Roberto Martínez is in a similar position, of course. Like France, Belgium have a squad rich with ability across a wide range of different positions. And like France under Deschamps, Belgium under Martínez have frequently played within themselves, flattering to deceive, struggling to carve out a cohesive identity under the weight of so many superstar egos.

It was a problem that still threatened to cripple this talented team as recently as last month, when Belgium were held to a deathly dull goalless draw in a World Cup warm-up against a poor Portugal side shorn of Cristiano Ronaldo. Belgium were muddled, sluggish going forward and a mess at the back, and they were jeered off at full-time. “It wasn’t bad, but we could do better,” was Kevin De Bruyne’s rather gracious post-match assessment.

But against Brazil last week, everything changed. To the sound of some 11.35 million eyebrows raising in unison back home in Belgium, Martínez dropped Yannick Carrasco and Dries Mertens for the decidedly less glamorous Nacer Chadli and Marouane Fellaini, as well as moving Romelu Lukaku and Kevin de Bruyne out of their favoured positions. And it worked. Martínez may not have had his best eleven players on the pitch – but Belgium looked all the better for it.

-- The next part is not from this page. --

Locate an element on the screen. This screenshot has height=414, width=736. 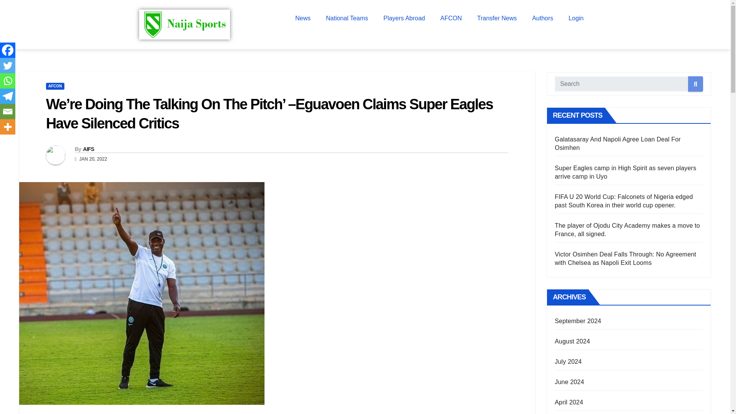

It was the boldest tactical decision we have yet seen at this World Cup, and one which set up this semi-final perfectly. At such an advanced stage in the tournament Martínez had demonstrated he was finally willing to compromise on his famously unyielding vision of how best to win a football match – ready to cede possession with the introduction of a Fellaini-Axel Witsel midfield pivot, and ready to prioritise defence over attack. It was a pragmatic move that Deschamps himself would have been proud of.

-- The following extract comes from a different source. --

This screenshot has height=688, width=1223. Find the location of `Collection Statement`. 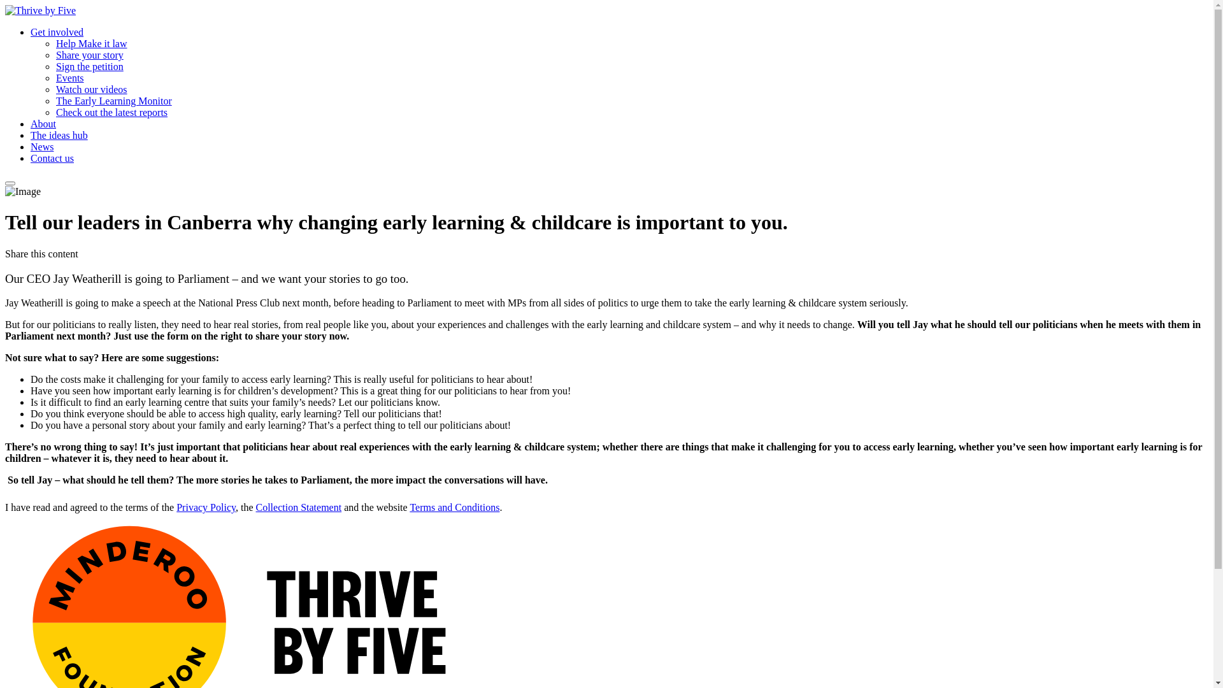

This then was a meeting between the two most talented teams left in the tournament, with arguably the two most divisive managers, very much still in the process of how to best extract the best from their squads. And it was a meeting decisively won by Deschamps.

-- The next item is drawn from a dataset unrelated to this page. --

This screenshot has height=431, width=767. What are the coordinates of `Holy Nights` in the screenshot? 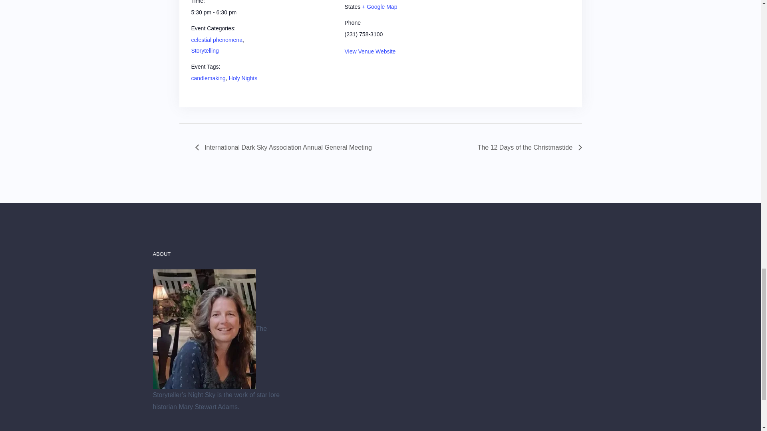 It's located at (243, 78).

That eye-catching win over Argentina aside, this was yet another victory where France arrived and got the job done. There were a few flashes of the fireworks they can produce – Kylian Mbappé’s outrageous backheeled through-ball to Oliver Giroud a case in point – but for the most part this was France at their most functional. Even their goal was exceptionally measured: a third set-piece goal to take them level with tournament leaders England.

France are through to the World Cup final (Getty)

The fact that they can keep winning in this fashion, with so much attacking talent left on the bench – Thomas Lemar, Ousmane Dembélé, Nabil Fekir, Florian Thauvin – perhaps best illustrates how they are the best team in the world. They are winners with so much in reserve, and Deschamps deserves credit for knowing how best to ease off the handbrake while securing the results required to progress.

It is a lesson Martínez would do well to learn. Against Brazil he delivered an entirely unexpected tactical masterplan but here the changes he made to his starting XI failed to deliver. Mousa Dembélé struggled against Paul Pogba in midfield. Romelu Lukaku was blunt back in a central position. And moved back into midfield, De Bruyne was restricted to a role on the margins as he was earlier into the tournament.

Didier Deschamps won this particular tactical battle (Getty)

Neither man sprang any genuine tactical shocks. Instead, Deschamps was the manager who better facilitated the talent he had at his disposal. Once again Deschamps has succeeded in strangling the life from a game with his team playing effectively, if not excitingly. And so much more than Martínez, Deschamps appeared the man with a better understanding of how best to deploy his finest talents. Unlike Lukaku, Mbappé was not lost amidst the cut and thrust of this slow-burn semi-final.

Again Deschamps proved that he is a water-carrier manager, albeit one who now appears destined for the World Cup triumph he enjoyed as a player. Cantona’s insult has never rung truer.